I was experimenting with the new SyndicationFeed class in 3.5 earlier this year and devised a mashup LINQ query:
The code is able to filter and sort RSS items from an arbitrary number of blogs with a 6 line query expression. I was thinking of this code when I ran across Scott Hanselman's Weekly Source Code 19 – LINQ and more What, Less How. Scott's reader David Nelson had the following observation:
I disagree with Siderite, in that I think the LINQ example is more readable than the iterative example; however, as has been pointed out, it leaves no room for error handling or AppDomain transitions. This is a problem with LINQ in general; in trying to make everything very compact, it leaves too little room to maneuver.
The LINQ query I'm using isn't production code. If just one blog is down and the XmlReader throws an exception, the entire operation is borked. One solution is to wrap the feed reading into a method that uses exception handling and returns an empty SyndicationFeed in case of an exception - then invoke the method from inside the query. Could anything else go wrong? Sure - one null PublishDate on an item and again we'd be borked. Bullet-proofing a LINQ query might take some work, especially when dealing with third party types.
As LINQ moves us into the "What" instead of the "How", it might be harder to see these types of error scenarios. LINQ is a fantastic technology, but like everything in software, it is a good idea to look the gift horse in the mouth.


Work task:
Note on the material below: return exactly the lines from the line that holds "Image is 644x353 pixels." through the line that holds "Image is 868x433 pixels.", and leave out each picture.

===============

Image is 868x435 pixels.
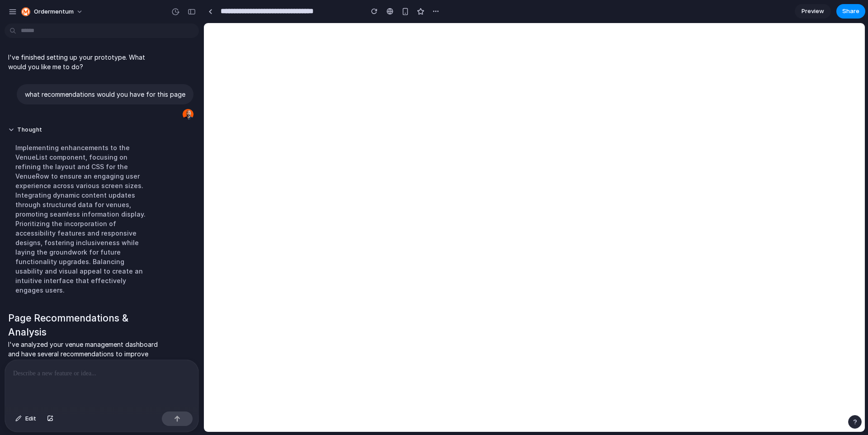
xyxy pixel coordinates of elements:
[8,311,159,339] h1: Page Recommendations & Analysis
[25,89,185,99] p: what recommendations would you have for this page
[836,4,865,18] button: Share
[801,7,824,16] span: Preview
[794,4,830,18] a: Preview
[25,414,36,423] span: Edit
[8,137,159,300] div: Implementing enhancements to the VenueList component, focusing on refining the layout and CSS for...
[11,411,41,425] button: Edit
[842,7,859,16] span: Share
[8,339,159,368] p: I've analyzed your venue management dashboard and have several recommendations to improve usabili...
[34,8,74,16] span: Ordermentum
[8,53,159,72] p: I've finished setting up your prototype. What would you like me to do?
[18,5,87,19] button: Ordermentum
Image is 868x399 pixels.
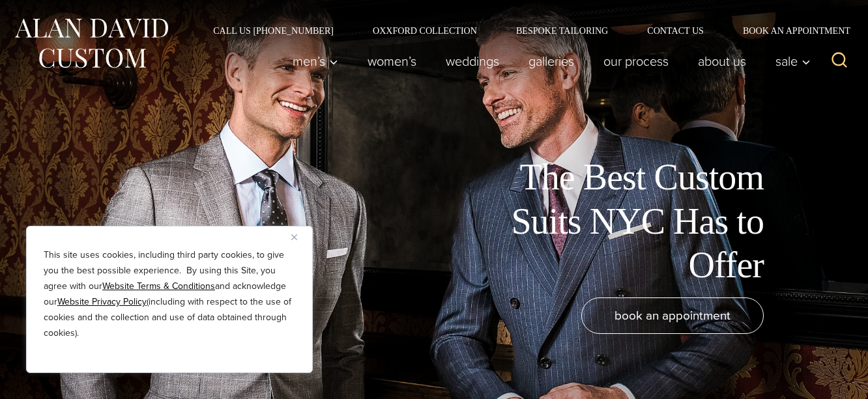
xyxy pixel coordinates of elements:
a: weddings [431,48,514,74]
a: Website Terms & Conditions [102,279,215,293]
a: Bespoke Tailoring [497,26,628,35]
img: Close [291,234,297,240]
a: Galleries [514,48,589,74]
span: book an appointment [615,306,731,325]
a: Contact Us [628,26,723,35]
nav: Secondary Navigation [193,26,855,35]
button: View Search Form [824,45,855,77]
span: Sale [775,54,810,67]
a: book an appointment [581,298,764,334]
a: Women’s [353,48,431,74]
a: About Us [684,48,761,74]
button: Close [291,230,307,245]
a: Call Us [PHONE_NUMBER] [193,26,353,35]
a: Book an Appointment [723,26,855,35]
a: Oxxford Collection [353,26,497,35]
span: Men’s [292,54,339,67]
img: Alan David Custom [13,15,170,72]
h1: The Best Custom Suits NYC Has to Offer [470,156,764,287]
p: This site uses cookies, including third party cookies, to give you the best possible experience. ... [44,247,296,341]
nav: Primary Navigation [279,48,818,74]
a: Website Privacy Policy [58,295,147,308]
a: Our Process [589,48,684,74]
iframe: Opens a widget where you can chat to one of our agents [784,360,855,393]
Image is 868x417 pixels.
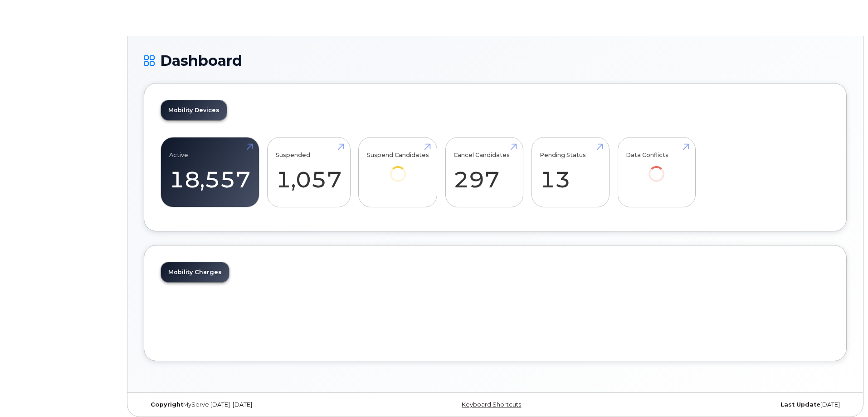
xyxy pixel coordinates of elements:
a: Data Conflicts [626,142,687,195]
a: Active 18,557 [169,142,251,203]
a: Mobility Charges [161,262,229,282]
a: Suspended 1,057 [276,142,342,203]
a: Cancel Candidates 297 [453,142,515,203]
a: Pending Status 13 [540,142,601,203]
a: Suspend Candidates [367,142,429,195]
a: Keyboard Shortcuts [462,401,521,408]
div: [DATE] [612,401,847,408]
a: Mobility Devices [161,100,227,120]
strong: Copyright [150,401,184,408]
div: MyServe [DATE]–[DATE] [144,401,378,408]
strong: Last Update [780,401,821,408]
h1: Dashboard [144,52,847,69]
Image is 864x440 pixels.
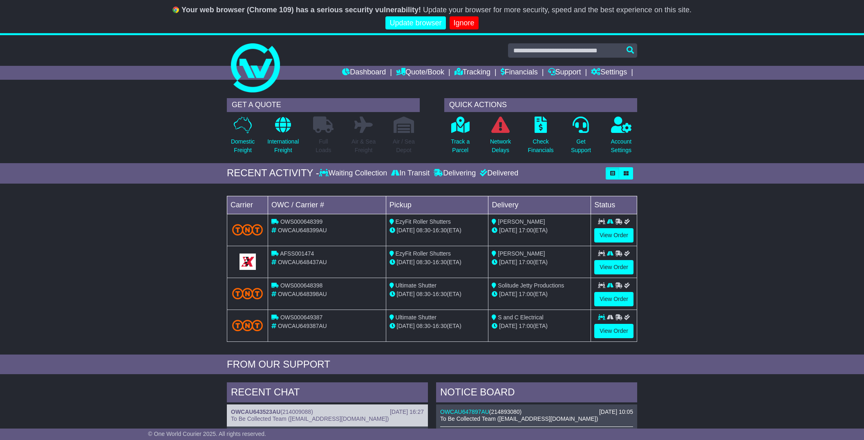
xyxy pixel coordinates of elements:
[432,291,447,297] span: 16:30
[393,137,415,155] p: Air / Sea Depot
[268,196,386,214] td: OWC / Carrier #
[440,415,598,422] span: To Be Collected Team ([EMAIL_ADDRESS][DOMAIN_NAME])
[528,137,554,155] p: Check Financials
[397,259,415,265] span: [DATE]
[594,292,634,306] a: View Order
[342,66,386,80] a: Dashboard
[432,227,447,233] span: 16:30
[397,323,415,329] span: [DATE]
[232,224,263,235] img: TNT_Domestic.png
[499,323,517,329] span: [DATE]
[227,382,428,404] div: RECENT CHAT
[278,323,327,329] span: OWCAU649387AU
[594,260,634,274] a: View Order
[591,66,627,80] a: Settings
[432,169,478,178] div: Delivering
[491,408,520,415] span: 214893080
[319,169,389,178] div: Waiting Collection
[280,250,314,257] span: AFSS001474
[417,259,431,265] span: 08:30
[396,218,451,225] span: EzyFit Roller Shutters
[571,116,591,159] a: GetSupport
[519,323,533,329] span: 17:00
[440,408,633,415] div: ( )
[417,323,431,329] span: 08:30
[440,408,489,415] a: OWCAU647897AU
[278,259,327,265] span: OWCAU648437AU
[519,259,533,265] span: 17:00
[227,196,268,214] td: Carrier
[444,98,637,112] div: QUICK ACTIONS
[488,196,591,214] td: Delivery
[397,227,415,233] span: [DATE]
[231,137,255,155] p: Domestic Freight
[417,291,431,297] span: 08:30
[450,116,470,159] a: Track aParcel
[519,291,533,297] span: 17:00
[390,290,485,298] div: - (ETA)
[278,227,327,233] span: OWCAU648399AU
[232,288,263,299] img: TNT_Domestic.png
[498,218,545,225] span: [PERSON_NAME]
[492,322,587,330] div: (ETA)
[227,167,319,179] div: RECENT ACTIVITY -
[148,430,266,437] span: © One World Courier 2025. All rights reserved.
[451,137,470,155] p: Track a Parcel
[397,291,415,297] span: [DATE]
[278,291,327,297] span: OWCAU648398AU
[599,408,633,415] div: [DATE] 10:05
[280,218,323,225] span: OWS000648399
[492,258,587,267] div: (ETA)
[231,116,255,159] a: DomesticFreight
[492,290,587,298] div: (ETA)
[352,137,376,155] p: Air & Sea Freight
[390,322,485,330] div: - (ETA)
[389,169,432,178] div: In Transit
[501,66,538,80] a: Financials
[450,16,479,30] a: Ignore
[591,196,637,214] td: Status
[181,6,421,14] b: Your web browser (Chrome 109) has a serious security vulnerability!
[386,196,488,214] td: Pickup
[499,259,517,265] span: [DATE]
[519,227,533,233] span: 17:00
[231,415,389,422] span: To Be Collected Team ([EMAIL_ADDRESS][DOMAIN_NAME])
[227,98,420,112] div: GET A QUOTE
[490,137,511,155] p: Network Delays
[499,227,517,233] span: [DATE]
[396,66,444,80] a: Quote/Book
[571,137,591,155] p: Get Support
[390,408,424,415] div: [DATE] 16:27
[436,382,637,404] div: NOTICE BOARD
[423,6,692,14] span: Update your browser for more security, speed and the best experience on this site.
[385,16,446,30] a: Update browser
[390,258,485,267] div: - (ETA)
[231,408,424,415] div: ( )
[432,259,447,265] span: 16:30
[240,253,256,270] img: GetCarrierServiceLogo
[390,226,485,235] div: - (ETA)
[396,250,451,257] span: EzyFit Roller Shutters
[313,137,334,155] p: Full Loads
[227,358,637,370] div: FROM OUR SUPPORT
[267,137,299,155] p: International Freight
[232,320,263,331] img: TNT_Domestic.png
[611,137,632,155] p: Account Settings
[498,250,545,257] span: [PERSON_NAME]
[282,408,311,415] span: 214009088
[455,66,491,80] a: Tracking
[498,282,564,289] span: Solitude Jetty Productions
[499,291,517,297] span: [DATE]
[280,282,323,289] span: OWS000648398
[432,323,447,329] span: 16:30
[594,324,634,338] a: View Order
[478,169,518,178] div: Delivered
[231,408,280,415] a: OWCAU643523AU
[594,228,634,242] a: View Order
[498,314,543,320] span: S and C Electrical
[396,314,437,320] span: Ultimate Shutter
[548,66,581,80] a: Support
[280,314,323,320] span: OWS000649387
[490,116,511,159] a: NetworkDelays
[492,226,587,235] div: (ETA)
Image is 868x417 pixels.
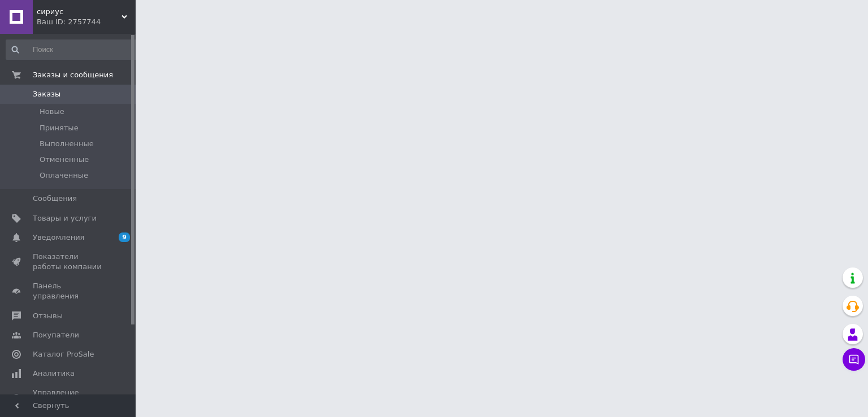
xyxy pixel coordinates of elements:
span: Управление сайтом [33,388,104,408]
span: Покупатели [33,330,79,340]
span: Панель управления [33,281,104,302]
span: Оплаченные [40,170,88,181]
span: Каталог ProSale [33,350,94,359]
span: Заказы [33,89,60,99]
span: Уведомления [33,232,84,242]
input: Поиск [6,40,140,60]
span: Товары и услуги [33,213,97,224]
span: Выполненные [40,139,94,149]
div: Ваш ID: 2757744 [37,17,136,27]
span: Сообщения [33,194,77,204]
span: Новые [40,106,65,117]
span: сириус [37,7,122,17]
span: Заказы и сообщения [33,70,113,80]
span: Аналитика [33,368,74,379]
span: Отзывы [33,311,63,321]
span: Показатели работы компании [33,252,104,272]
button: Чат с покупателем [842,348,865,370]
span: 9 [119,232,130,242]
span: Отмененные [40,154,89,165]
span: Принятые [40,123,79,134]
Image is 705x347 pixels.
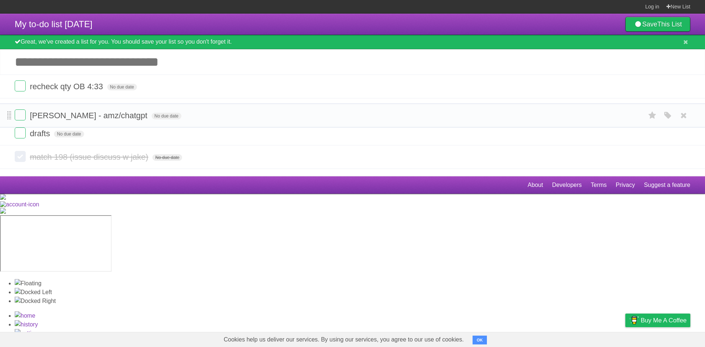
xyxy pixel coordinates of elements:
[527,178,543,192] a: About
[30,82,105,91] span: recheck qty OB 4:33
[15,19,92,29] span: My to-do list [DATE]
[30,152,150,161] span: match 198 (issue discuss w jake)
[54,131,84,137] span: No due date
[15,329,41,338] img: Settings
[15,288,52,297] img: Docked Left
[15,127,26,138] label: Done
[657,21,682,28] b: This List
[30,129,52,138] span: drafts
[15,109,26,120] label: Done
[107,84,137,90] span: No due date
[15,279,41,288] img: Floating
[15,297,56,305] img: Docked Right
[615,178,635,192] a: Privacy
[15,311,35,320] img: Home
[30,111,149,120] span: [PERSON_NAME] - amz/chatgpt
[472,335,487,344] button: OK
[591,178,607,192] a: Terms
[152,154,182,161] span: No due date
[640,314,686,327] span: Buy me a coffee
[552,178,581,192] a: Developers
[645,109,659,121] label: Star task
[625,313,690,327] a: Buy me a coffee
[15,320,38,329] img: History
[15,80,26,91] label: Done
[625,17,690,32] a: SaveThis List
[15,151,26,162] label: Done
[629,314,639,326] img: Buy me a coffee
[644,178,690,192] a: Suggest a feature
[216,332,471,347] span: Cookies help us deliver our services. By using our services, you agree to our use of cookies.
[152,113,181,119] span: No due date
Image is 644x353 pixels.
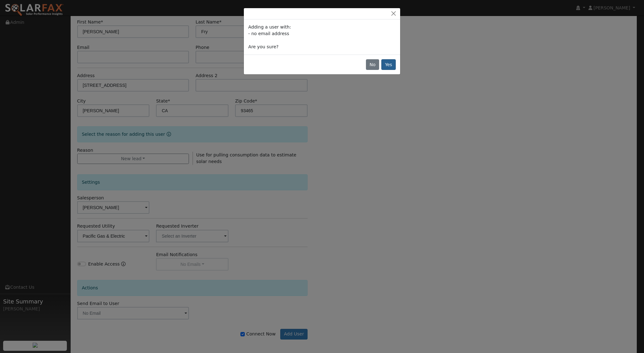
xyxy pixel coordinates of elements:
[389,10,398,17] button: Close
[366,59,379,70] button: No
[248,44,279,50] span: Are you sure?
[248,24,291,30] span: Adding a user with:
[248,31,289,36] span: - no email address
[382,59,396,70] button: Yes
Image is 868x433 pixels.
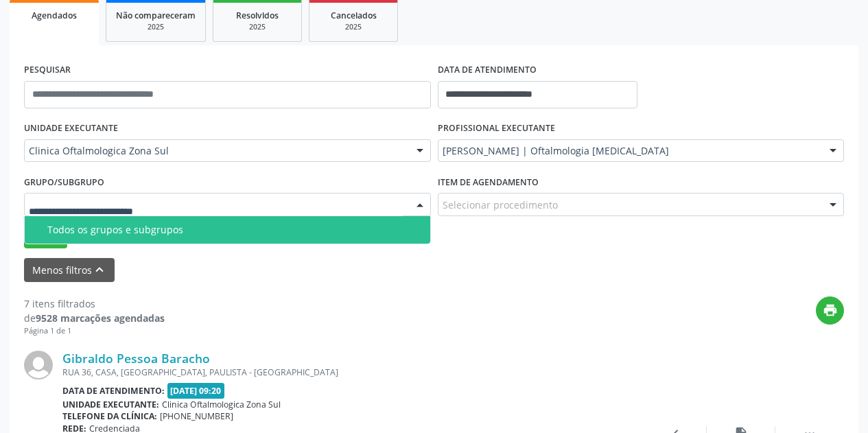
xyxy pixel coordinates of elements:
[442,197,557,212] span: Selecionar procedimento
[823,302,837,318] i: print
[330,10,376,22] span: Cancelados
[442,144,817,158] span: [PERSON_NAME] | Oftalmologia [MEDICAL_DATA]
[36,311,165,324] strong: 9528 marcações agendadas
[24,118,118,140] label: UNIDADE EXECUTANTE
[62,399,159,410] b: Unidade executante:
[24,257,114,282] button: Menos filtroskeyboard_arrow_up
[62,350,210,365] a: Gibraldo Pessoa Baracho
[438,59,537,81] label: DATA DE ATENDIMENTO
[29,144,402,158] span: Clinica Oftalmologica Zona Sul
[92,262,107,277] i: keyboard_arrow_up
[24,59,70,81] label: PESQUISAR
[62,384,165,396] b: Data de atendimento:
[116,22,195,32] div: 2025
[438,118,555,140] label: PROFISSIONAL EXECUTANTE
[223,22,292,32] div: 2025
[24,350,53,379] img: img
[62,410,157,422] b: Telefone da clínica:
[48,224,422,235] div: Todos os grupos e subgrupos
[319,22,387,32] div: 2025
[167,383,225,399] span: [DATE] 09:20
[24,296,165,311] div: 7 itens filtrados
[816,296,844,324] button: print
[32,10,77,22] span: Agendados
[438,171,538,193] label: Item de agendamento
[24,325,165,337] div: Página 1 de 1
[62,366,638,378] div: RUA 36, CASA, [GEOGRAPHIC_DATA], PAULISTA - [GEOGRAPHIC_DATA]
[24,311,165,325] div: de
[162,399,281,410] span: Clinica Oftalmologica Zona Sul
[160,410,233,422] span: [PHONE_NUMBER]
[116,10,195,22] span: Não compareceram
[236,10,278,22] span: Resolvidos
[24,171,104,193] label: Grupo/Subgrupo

===============

Solution to the exercise:
Image is 644x353 pixels.
xyxy pixel coordinates of elements:
[389,10,398,17] button: Close
[366,59,379,70] button: No
[248,44,279,50] span: Are you sure?
[248,24,291,30] span: Adding a user with:
[248,31,289,36] span: - no email address
[382,59,396,70] button: Yes
Image is 868x433 pixels.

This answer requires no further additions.